The English FA will trial 'sin bins' in the lower leagues of the game next season, with dissent being punished by a 10-minute banishment to the dugout.
The BBC reports that the 'temporary dismissals' will be introduced in the seventh tier - the Northern Premier League Premier Division, the Southern Football League Premier Division and the Isthmian League Premier Division - and the leagues below.
The punishment will be doled out for yellow cards produced for dissent only.
Sin-bins have been trialled in UEFA development competitions and some amateur leagues in the past.
Rugby union has long used sin-bins for yellow-card offences, while Gaelic games introduced the black card in 2014, which results in a player being sent off and replaced by a substitute.

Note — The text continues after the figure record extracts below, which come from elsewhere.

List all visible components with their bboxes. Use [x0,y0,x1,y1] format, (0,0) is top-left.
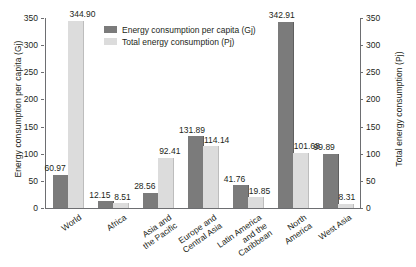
tick-label-left-300: 300 [12,41,38,50]
tick-label-left-350: 350 [12,14,38,23]
tick-mark-left-350 [41,18,44,19]
tick-label-left-150: 150 [12,123,38,132]
bar-total [68,21,84,208]
tick-mark-left-300 [41,45,44,46]
bar-value-label: 12.15 [89,191,110,200]
bar-value-label: 19.85 [249,187,270,196]
tick-label-left-0: 0 [12,204,38,213]
tick-label-left-100: 100 [12,150,38,159]
bar-total [203,146,219,208]
bar-value-label: 99.89 [314,143,335,152]
legend-label-primary: Energy consumption per capita (Gj) [122,25,256,35]
bar-total [338,204,354,209]
bar-per-capita [188,136,204,208]
legend-item-primary: Energy consumption per capita (Gj) [104,24,256,35]
tick-label-right-50: 50 [366,177,392,186]
y-axis-right-ticks: 050100150200250300350 [366,0,392,267]
bar-value-label: 92.41 [159,147,180,156]
bar-total [293,153,309,208]
bar-value-label: 342.91 [269,11,295,20]
tick-label-right-200: 200 [366,95,392,104]
tick-label-right-100: 100 [366,150,392,159]
bar-value-label: 131.89 [179,126,205,135]
bar-per-capita [143,193,159,209]
bar-per-capita [278,22,294,208]
bar-group: 99.898.31 [315,18,360,208]
tick-mark-left-200 [41,99,44,100]
bar-value-label: 8.31 [339,193,356,202]
bar-chart: Energy consumption per capita (Gj) Total… [0,0,416,267]
bar-per-capita [233,185,249,208]
bar-group: 60.97344.90 [46,18,91,208]
bar-value-label: 41.76 [224,175,245,184]
bar-per-capita [98,201,114,208]
x-axis-line [45,208,361,209]
tick-label-left-250: 250 [12,68,38,77]
tick-mark-left-250 [41,72,44,73]
bar-value-label: 60.97 [44,164,65,173]
tick-label-right-0: 0 [366,204,392,213]
tick-label-right-150: 150 [366,123,392,132]
bar-per-capita [53,175,69,208]
tick-mark-left-50 [41,181,44,182]
legend-item-secondary: Total energy consumption (Pj) [104,36,256,47]
chart-legend: Energy consumption per capita (Gj) Total… [104,24,256,48]
tick-label-right-350: 350 [366,14,392,23]
tick-mark-left-150 [41,127,44,128]
tick-mark-left-0 [41,208,44,209]
legend-swatch-icon-primary [104,26,117,33]
y-axis-right-title: Total energy consumption (Pj) [394,19,404,199]
tick-mark-left-100 [41,154,44,155]
legend-label-secondary: Total energy consumption (Pj) [122,37,234,47]
y-axis-right-line [360,18,361,209]
tick-label-right-250: 250 [366,68,392,77]
bar-value-label: 28.56 [134,182,155,191]
legend-swatch-icon-secondary [104,38,117,45]
bar-total [248,197,264,208]
tick-label-left-50: 50 [12,177,38,186]
bar-value-label: 8.51 [114,193,131,202]
bar-total [158,158,174,208]
y-axis-left-ticks: 050100150200250300350 [12,0,38,267]
tick-label-right-300: 300 [366,41,392,50]
bar-per-capita [323,154,339,208]
tick-label-left-200: 200 [12,95,38,104]
bar-total [113,203,129,208]
bar-group: 342.91101.68 [270,18,315,208]
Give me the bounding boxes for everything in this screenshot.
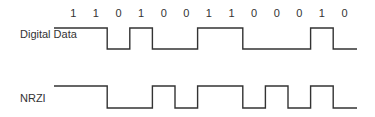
bit-label: 0: [296, 7, 302, 19]
bit-label: 1: [138, 7, 144, 19]
bit-label: 1: [206, 7, 212, 19]
digital-data-row: Digital Data: [20, 28, 357, 49]
bit-label: 0: [115, 7, 121, 19]
nrzi-encoding-diagram: 1101001100010 Digital Data NRZI: [0, 0, 375, 117]
digital-data-waveform: [54, 28, 357, 49]
bit-label: 1: [228, 7, 234, 19]
nrzi-label: NRZI: [20, 92, 46, 104]
bit-label: 1: [319, 7, 325, 19]
bit-label: 0: [161, 7, 167, 19]
bit-label: 0: [341, 7, 347, 19]
bit-label: 0: [251, 7, 257, 19]
bit-label: 1: [70, 7, 76, 19]
nrzi-row: NRZI: [20, 86, 357, 108]
bit-sequence-labels: 1101001100010: [70, 7, 347, 19]
nrzi-waveform: [54, 86, 357, 108]
digital-data-label: Digital Data: [20, 28, 78, 40]
bit-label: 0: [183, 7, 189, 19]
bit-label: 1: [93, 7, 99, 19]
bit-label: 0: [274, 7, 280, 19]
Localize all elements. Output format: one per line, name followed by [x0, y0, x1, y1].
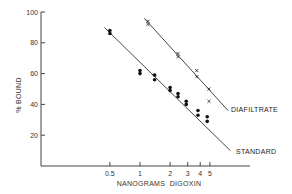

The new measure will also be tried at Sunday league level, and in boys and girls' youth games.
Meanwhile a new penalty shootout system similar to the tennis tiebreak will be tested at the European under-17 championship, which began in Croatia today.
Known as ABBA, the system is designed to prevent the team that goes second from being put at the psychological disadvantage of always having to play catch-up.
Currently penalty shootouts see team A and team B take five penalties each in an alternating pattern with sudden death used after that if the scores are level.
Soccer's rule making body IFAB, which approved trials of the new system in March, says research proves the team taking the first penalty have a 60 percent chance of winning, giving them an unfair advantage.
Instead, IFAB want to try a new sequence that replicates the switch of serve between tennis players in a tie break.
It involves team A taking the first penalty, team B the second and third, team A the fourth and fifth and so on until each team had taken five. The sequence would continue if the shootout then goes to sudden death.